====== Task data ======

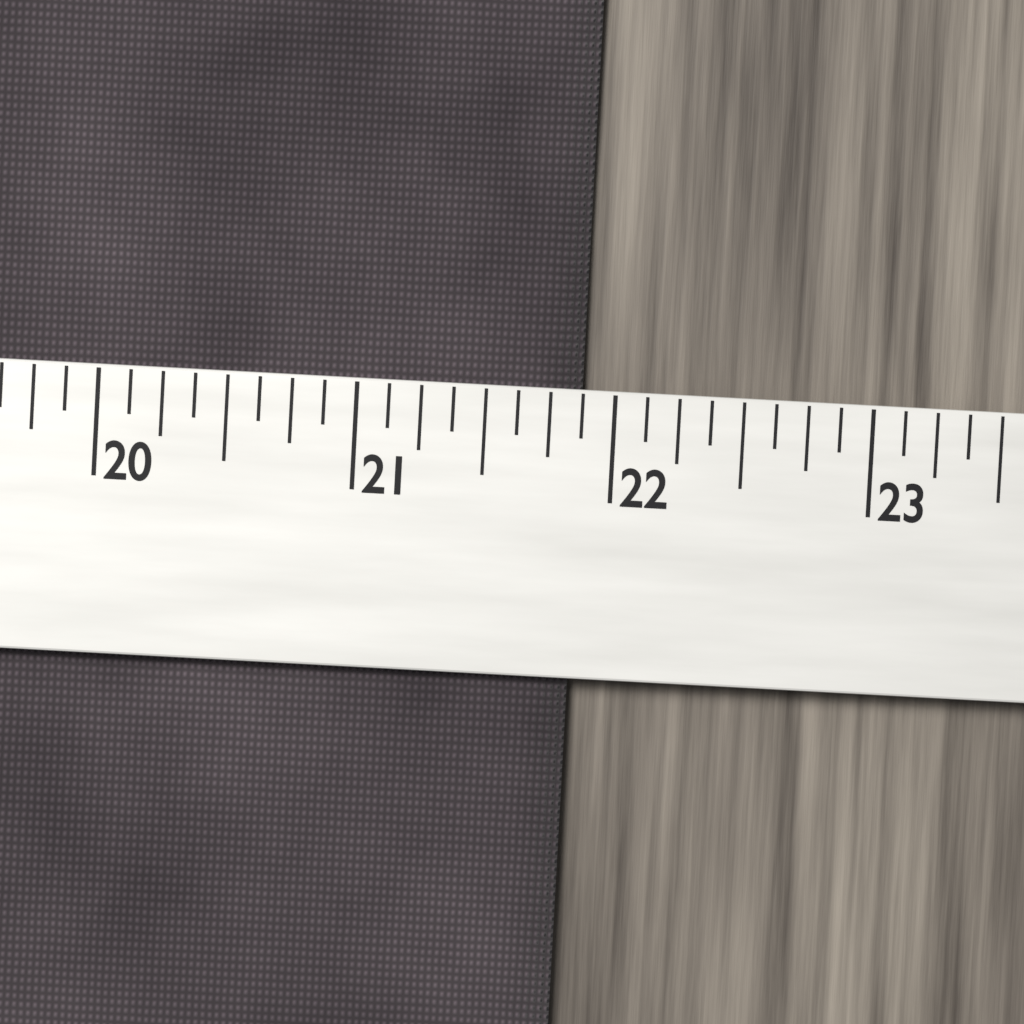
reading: 21.875 (no unit)
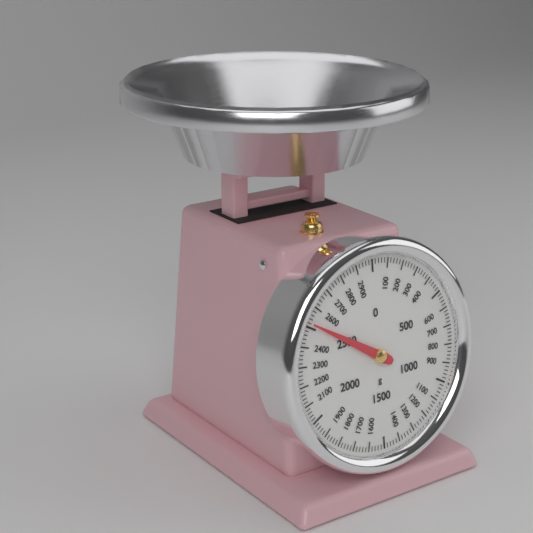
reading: 2520 g
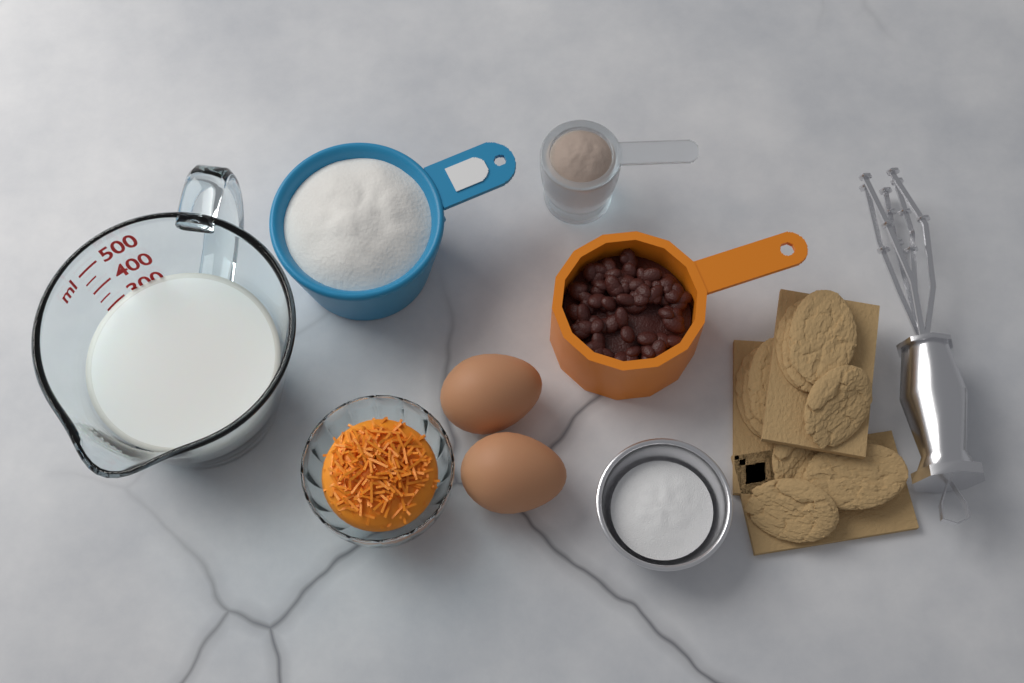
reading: 300 ml
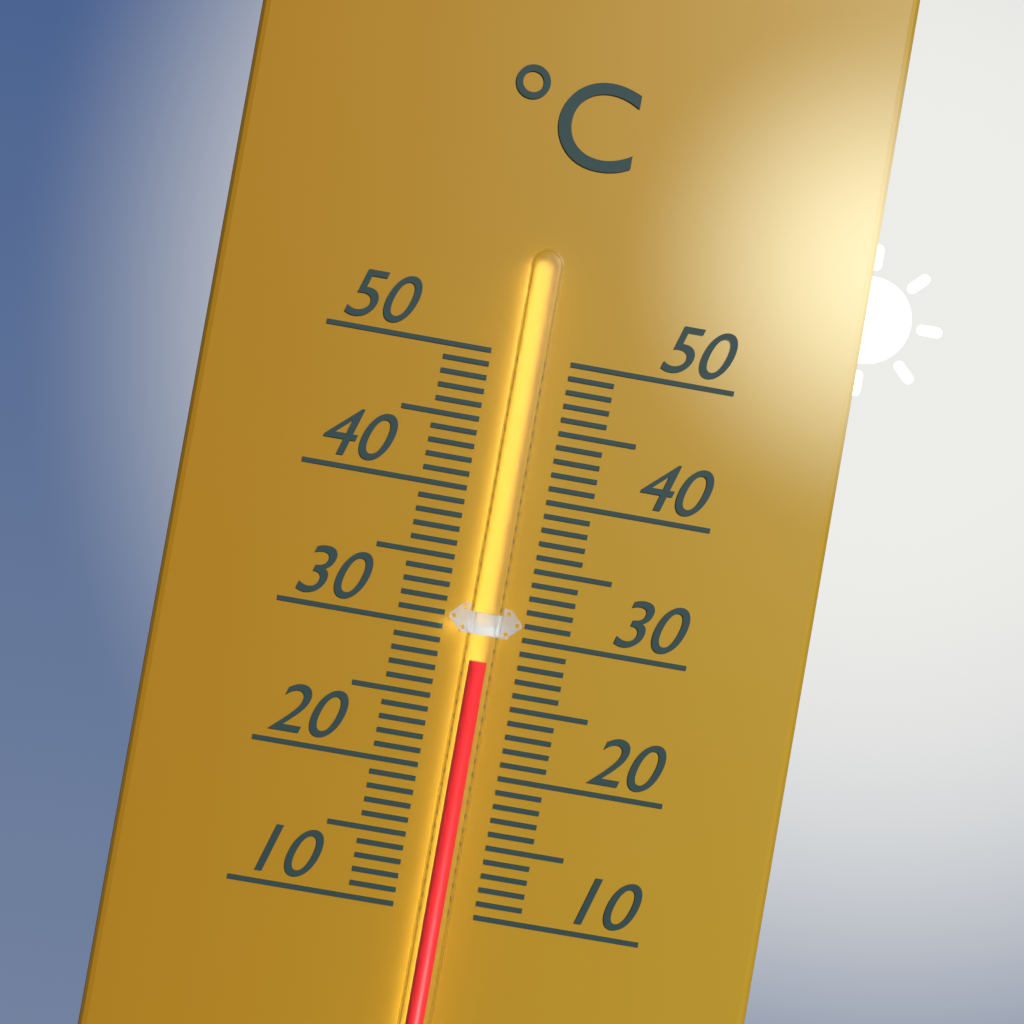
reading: 28 °C
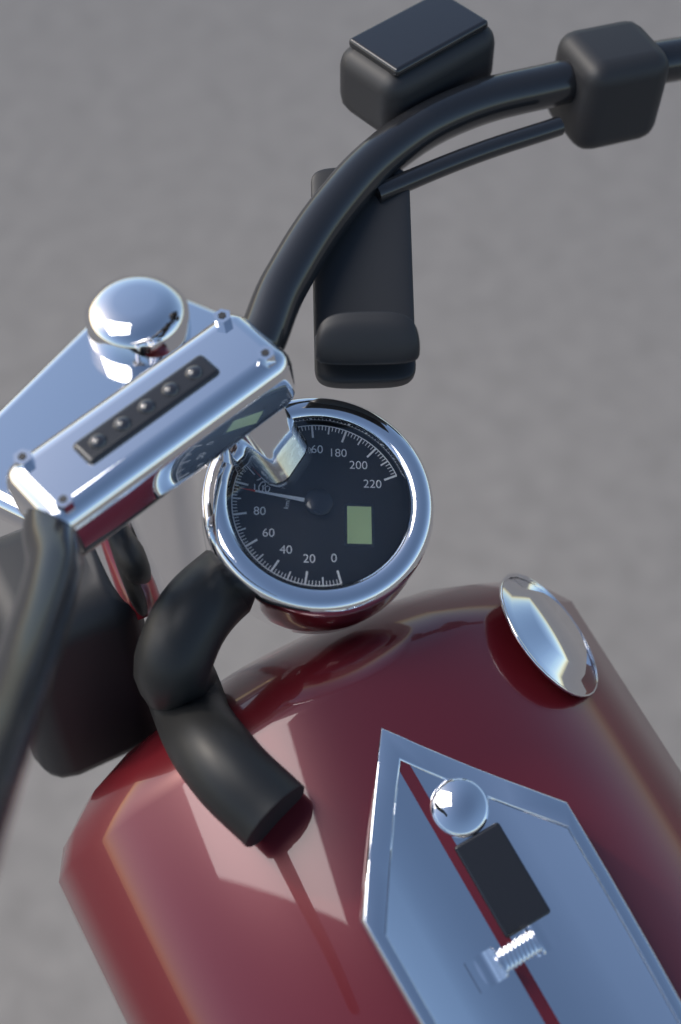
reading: 96 km/h
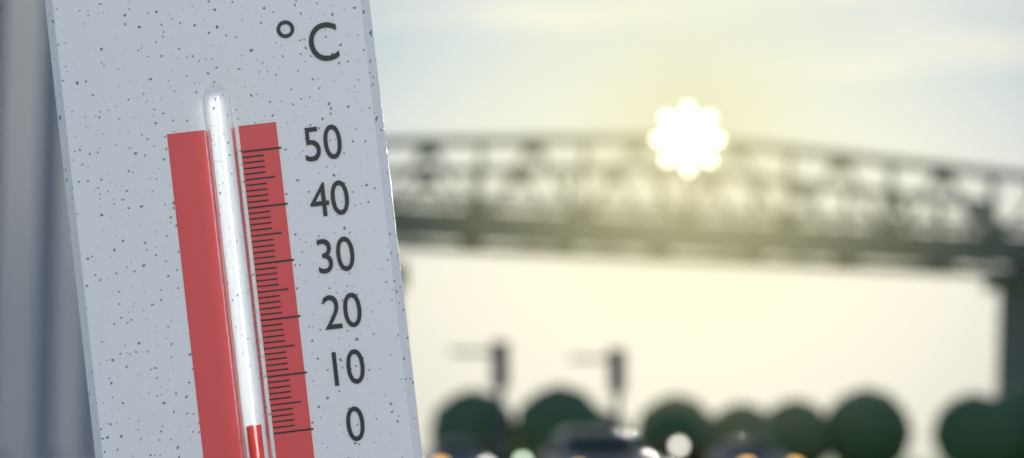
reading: 2 °C
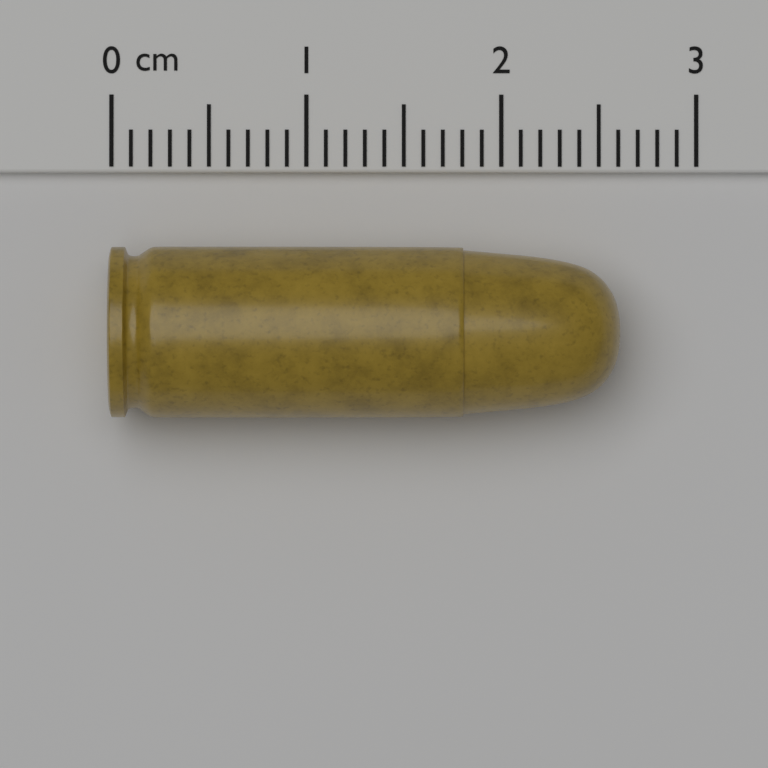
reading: 2.6 cm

======

** What you need to do **
The answer should hold every entry exactly as given and no pictures at all.

** Answer to the exercise **
reading: 21.875 (no unit)
reading: 2520 g
reading: 300 ml
reading: 28 °C
reading: 96 km/h
reading: 2 °C
reading: 2.6 cm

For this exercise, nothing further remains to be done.